I'm still not scared

Since seeing Morvern Callar and not responding to it, I've been on a trashy movie kick. To that end, I've watched Reign of Fire and Near Dark on back to back nights.



Reign of Fire is, unquestionably, the superior movie as the dragons look pretty sweet and lots of things get incinerated in an eye pleasing manner. Also, Matthew McConaughey takes a flying leap at a charging dragon while brandishing an axe which almost makes up for his religious hotbody role in Contact.

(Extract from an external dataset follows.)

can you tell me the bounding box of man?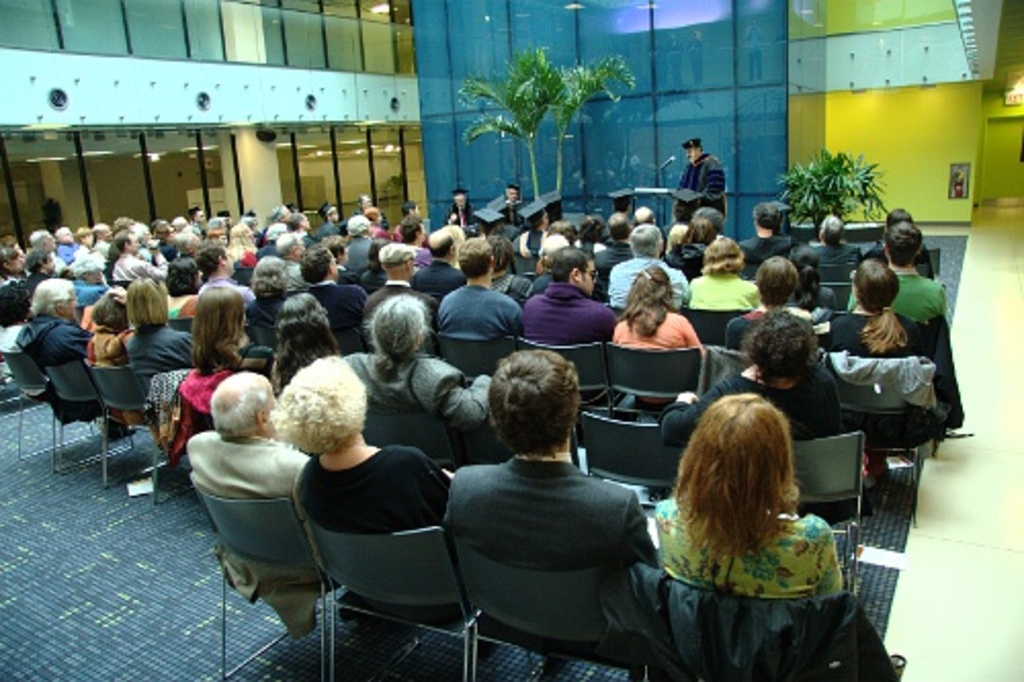
<bbox>176, 369, 324, 643</bbox>.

On the other hand, the box for Near Dark claims that it is the scariest horror movie ever made but really it's just about hick vampires and lots of slow, delberate scenes of people stumbling through dirt fields. It's like Days of Heaven meets John Carpenter's Vampires but really crappy. After Dark was written and directed by Kathryn Bigelow who is the ex-wife of James Cameron which explains why Pvt. 'Game Over' Hudson, Pvt. Vazquez and Bishop from Aliens are all vampires in the movie. But the worst offense is the inclusion of Joshua John Miller as a kiddie vamp. His name isn't familiar, but his face and annoying lisp have ruined episodes of Family Ties, Growing Pains and the Greatest American Hero. Fortunately, he explodes fantastically at the end of the movie. And if I've ruined this mess of movie for you, you're welcome.

February 01, 2003

Slipped contradiction

I heard about the Challenger disaster in an elementary school classroom and thought it would be my "remember where you were when it happened" event until a couple years ago. This morning I found out that Columbia broke apart over Texas while reading RSS feeds in NetNewsWire ... looking at ev's blog, to be specific.

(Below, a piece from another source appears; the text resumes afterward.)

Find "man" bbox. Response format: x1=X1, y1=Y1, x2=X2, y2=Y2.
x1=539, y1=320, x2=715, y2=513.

This is the first national disaster I've read about primarily through weblogs. It's strange because you feel connected to the other folks who are going through the same thing, in the same way ... experiencing it in a public way rather than each of us alone with our CNN. But you lose the sense of the enduring ache. Something that hurts for longer than the one post dedicated to it. Even on the larger community sites, with their active comment threads, it's sooner rather than later that someone posts the next post. And it not only seems, but feels, that I've moved on too quickly.



I feel the reflexive tug of cable news because that's how the Gulf War trained me to deal with national events. Race home after school and watch the war during dinner. The event endures and we experience it passively; comforted by the illusion of being tied together in an experience mediated by patriotic banner graphics. It's the desire to say "I am a part of this - I am going through this." To somehow reduce an entire war, or shuttle crash, to my experience of it.

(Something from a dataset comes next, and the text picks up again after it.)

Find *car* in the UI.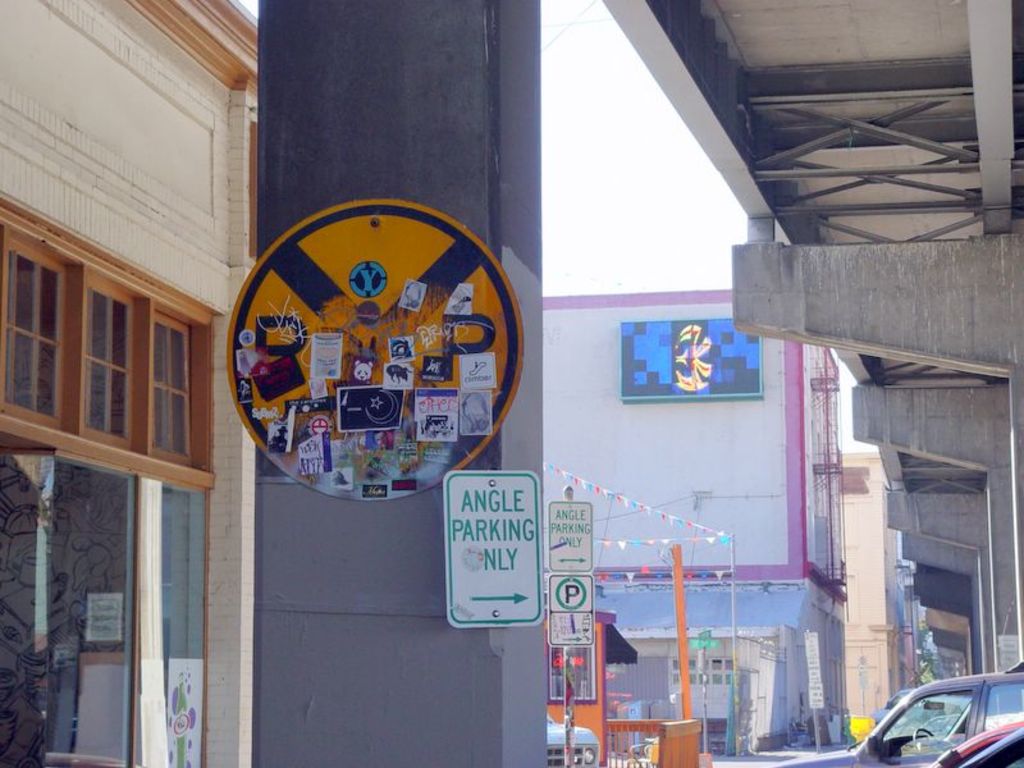
UI element at (933,718,1023,767).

Better to make the one post.

Don't fence me in

amgjunk.jpgThis is how All Music Guide usually looks to me when I view it in Chimera. The content of the banner ad at the top of the page leaps out of its box and applies itself as the background. And it's fun because the ad still rotates so the effect is sort of like a cheap porn site.

StealthPoop

Wired News: Sneaky Toolbar Hijacks Browser:

"Xupiter is an Internet Explorer toolbar program. Once active in a system, it periodically changes users' designated homepages to xupiter.com, redirects all searches to Xupiter's site, and blocks any attempts to restore the original browser settings."
I got hit by this one while approving ads for work. Suddenly, you get a really ugly toolbar in IE, complete with scrolling text. It's like an ad for a crappy BBS has been appended to your browser.